Once the initial registry was established in January 2002, HealthPartners began sending monthly supplemental claims input. Within two weeks, updated registries were available online, and monthly updates identified new, potentially high-risk members. HealthPartners also has the option to add individuals referred by physicians, case managers, home care providers or members themselves.

The registry and associated data are available to HealthPartners' outpatient case managers online via an ASP model. StatusOne trained all case managers on the use of the system.

HealthPartners' outpatient case management nurses call each member on the registry. Using specialized training on motivational interviewing, they engage and assess the members and assign them to a StatusOne acuity level, from likely to be hospitalized within the next three months to beyond two years (Figure 2).

Nurse case managers rely on their clinical experience, critical thinking skills and training to assign acuity levels based on the patient's utilization history, the health screening they conduct with the patient, and their analysis of the current clinical and social situation of the patient. Case managers also ask members to rate their own general health and functional status from "1" (poor) to "5" (excellent). They initiate interventions and calibrate the frequency of member contacts and reassessments based on these acuity and functional status levels.

Managing Risk

Each month, about 2,500 highrisk members are in active outpatient case management. The CareLink system provides the working tools for designing and implementing care plans, including software tools to track action plans, enter input from consults and access resources. The application also includes outcomes metrics that encompass both process measures and utilization outcomes, available at several levels of summarization.
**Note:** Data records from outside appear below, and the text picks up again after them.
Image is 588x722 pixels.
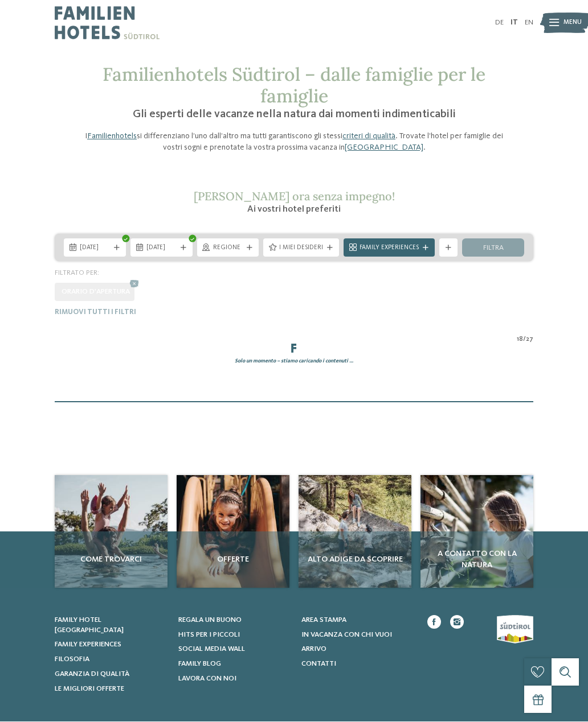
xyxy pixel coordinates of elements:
[178,631,240,639] span: Hits per i piccoli
[301,631,392,639] span: In vacanza con chi vuoi
[420,475,533,588] a: Cercate un hotel per famiglie? Qui troverete solo i migliori! A contatto con la natura
[176,475,289,588] img: Cercate un hotel per famiglie? Qui troverete solo i migliori!
[55,684,167,694] a: Le migliori offerte
[178,615,291,625] a: Regala un buono
[55,656,90,663] span: Filosofia
[178,660,221,668] span: Family Blog
[525,335,533,345] span: 27
[50,357,538,365] div: Solo un momento – stiamo caricando i contenuti …
[178,645,245,653] span: Social Media Wall
[523,335,525,345] span: /
[55,475,168,588] a: Cercate un hotel per famiglie? Qui troverete solo i migliori! Come trovarci
[301,659,414,669] a: Contatti
[77,130,511,153] p: I si differenziano l’uno dall’altro ma tutti garantiscono gli stessi . Trovate l’hotel per famigl...
[425,548,528,571] span: A contatto con la natura
[133,109,456,120] span: Gli esperti delle vacanze nella natura dai momenti indimenticabili
[59,554,163,565] span: Come trovarci
[178,617,242,624] span: Regala un buono
[299,475,411,588] a: Cercate un hotel per famiglie? Qui troverete solo i migliori! Alto Adige da scoprire
[301,645,414,654] a: Arrivo
[301,615,414,625] a: Area stampa
[87,132,137,140] a: Familienhotels
[301,617,346,624] span: Area stampa
[176,475,289,588] a: Cercate un hotel per famiglie? Qui troverete solo i migliori! Offerte
[146,244,176,253] span: [DATE]
[301,630,414,640] a: In vacanza con chi vuoi
[178,674,291,684] a: Lavora con noi
[420,475,533,588] img: Cercate un hotel per famiglie? Qui troverete solo i migliori!
[517,335,523,345] span: 18
[178,659,291,669] a: Family Blog
[178,675,236,682] span: Lavora con noi
[55,615,167,636] a: Family hotel [GEOGRAPHIC_DATA]
[55,475,168,588] img: Cercate un hotel per famiglie? Qui troverete solo i migliori!
[342,132,395,140] a: criteri di qualità
[213,244,243,253] span: Regione
[525,18,533,26] a: EN
[299,475,411,588] img: Cercate un hotel per famiglie? Qui troverete solo i migliori!
[511,18,518,26] a: IT
[55,641,122,648] span: Family experiences
[247,205,341,214] span: Ai vostri hotel preferiti
[102,63,485,107] span: Familienhotels Südtirol – dalle famiglie per le famiglie
[181,554,285,565] span: Offerte
[55,685,124,693] span: Le migliori offerte
[279,244,323,253] span: I miei desideri
[55,671,129,678] span: Garanzia di qualità
[345,144,423,151] a: [GEOGRAPHIC_DATA]
[55,640,167,650] a: Family experiences
[303,554,407,565] span: Alto Adige da scoprire
[178,645,291,654] a: Social Media Wall
[301,660,336,668] span: Contatti
[495,18,503,26] a: DE
[178,630,291,640] a: Hits per i piccoli
[55,669,167,679] a: Garanzia di qualità
[563,18,582,27] span: Menu
[193,189,395,203] span: [PERSON_NAME] ora senza impegno!
[359,244,419,253] span: Family Experiences
[80,244,110,253] span: [DATE]
[55,617,124,634] span: Family hotel [GEOGRAPHIC_DATA]
[55,654,167,665] a: Filosofia
[301,645,326,653] span: Arrivo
Nurse case managers use the system to formulate a health action plan with each high-risk member. The plan summarizes particular goals that the individual member believes are most important and to which he or she is committed. The nurses inform primary care physicians when one of their members is enrolled in case management, discuss physicians' views and plans for care, and then share significant findings from their conversations with and assessments of patients.